Siri: Can you save my soul?
Why we still feel alone
“Hey Siri… what’s the meaning of life?”
Pause.
“I found this on the web…”
Of course you did.
We laugh at it, but if we’re being honest, we’ve all had moments like this. Maybe not that exact question—but something close. A late-night search. A quiet moment. A question we didn’t feel like asking anyone else.
“How do I know if I’m making the right decision?”
“Why do I feel this way?”
“What should I do next?”
And there it is—instant answers. Clean. Organized. Available. No awkwardness. No vulnerability. No risk.
In many ways, it’s remarkable. Technology has given us access to more information, more insight, and more guidance than any generation before us. We can learn, grow, and explore ideas at a pace that would have been unimaginable just a few decades ago.
And yet… something feels off.
Not wrong—just incomplete.
Because somewhere along the way, a quiet shift has begun to take place. We haven’t just started using technology—we’ve started leaning on it in places where we once leaned on each other.
We go to our devices before we go to our friends.
We search before we speak.
We process alone instead of together.
And it makes sense, in a way. Technology is easy. It responds immediately. It doesn’t misunderstand us. It doesn’t judge us.
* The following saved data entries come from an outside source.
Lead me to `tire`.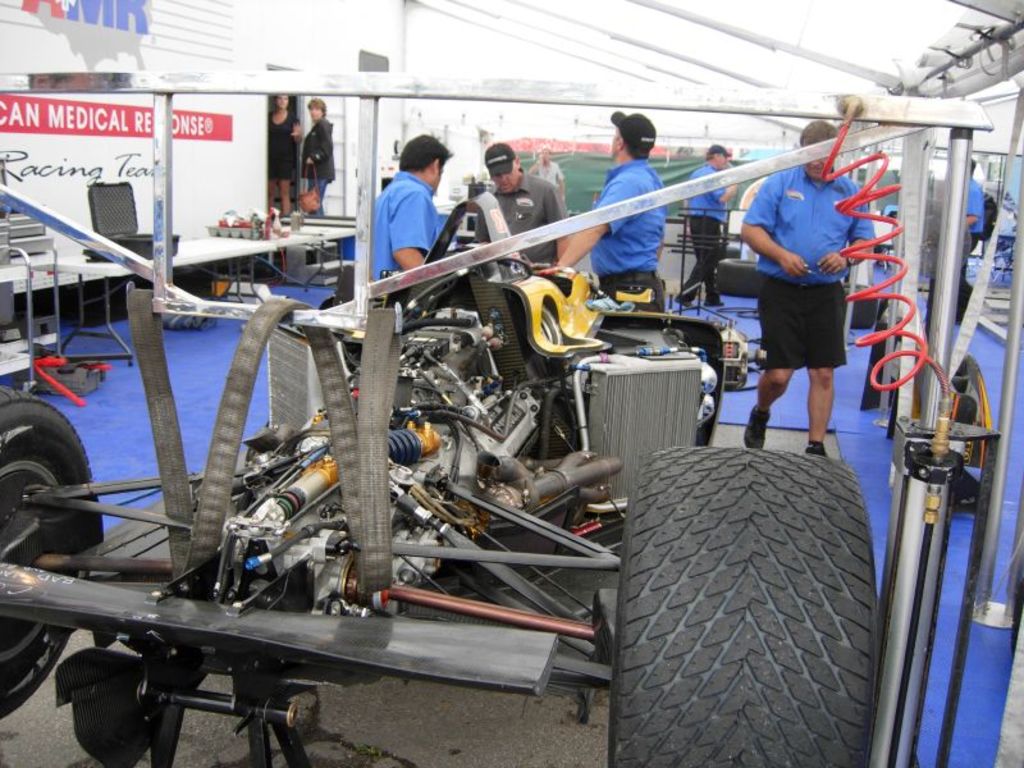
Lead to pyautogui.locateOnScreen(69, 652, 148, 767).
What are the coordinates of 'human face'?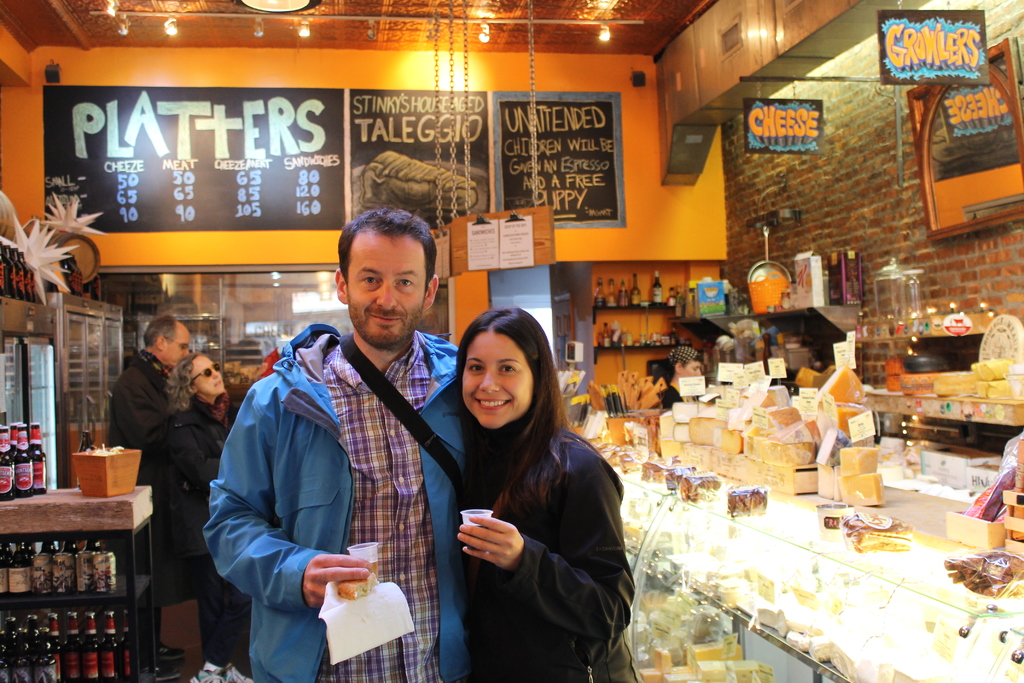
bbox=(164, 325, 191, 366).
It doesn’t get tired of listening.
But it also doesn’t love us.
That’s the difference.
The best of technology can guide you. It can clarify your thoughts. It can even help you feel understood in a moment of confusion. But it cannot replace what happens when another human being sits across from you and says, “I hear you.”
It cannot replicate the silence between two people who understand each other without words.
It cannot hold your hand, laugh with you, or sit with you when life doesn’t make sense.
It cannot choose you, stay with you, or sacrifice for you.
And those things matter more than we often realize.
Because at the core of who we are, we are not just thinking beings—we are relational beings. We are made for connection. For friendship. For love that is given and received, imperfectly but genuinely.
And here’s the deeper truth—one we don’t always say out loud:
The love we long for in those relationships… doesn’t start with us.
It comes from God.
It’s placed within the human heart so that we can share it, reflect it, and experience it through one another. That’s why real connection feels different. Why it heals in a way that information alone never can. Why a conversation with the right person can lift a weight that no search result ever could.
So no, we shouldn’t be afraid of technology.
Use it. Learn from it. Let it help you grow.
But be careful—very careful—not to replace the relationships that actually sustain you with something that only simulates them.
Because the danger isn’t that your phone will become too powerful.
The danger is that you might slowly stop reaching for the people who were meant to walk with you.
And in doing so, settle for answers… when what you really need is love.
So go ahead—ask the questions. Search. Learn. Explore.
But then… put the phone down.
Call someone. Sit with someone. Be with someone.
Because Siri can help you find directions.
But she can’t walk the road with you.
And she definitely can’t save your soul.
Something to Think About
Before you move on, take a moment to watch this.
It’s a simple project—someone photographing people she finds beautiful.
But pay attention to their reactions.
Watch what happens when someone feels truly seen.
Not evaluated. Not compared. Not filtered.
Seen.
There’s something in that moment that no technology can replicate… and something in it that reminds us what we’re really longing for.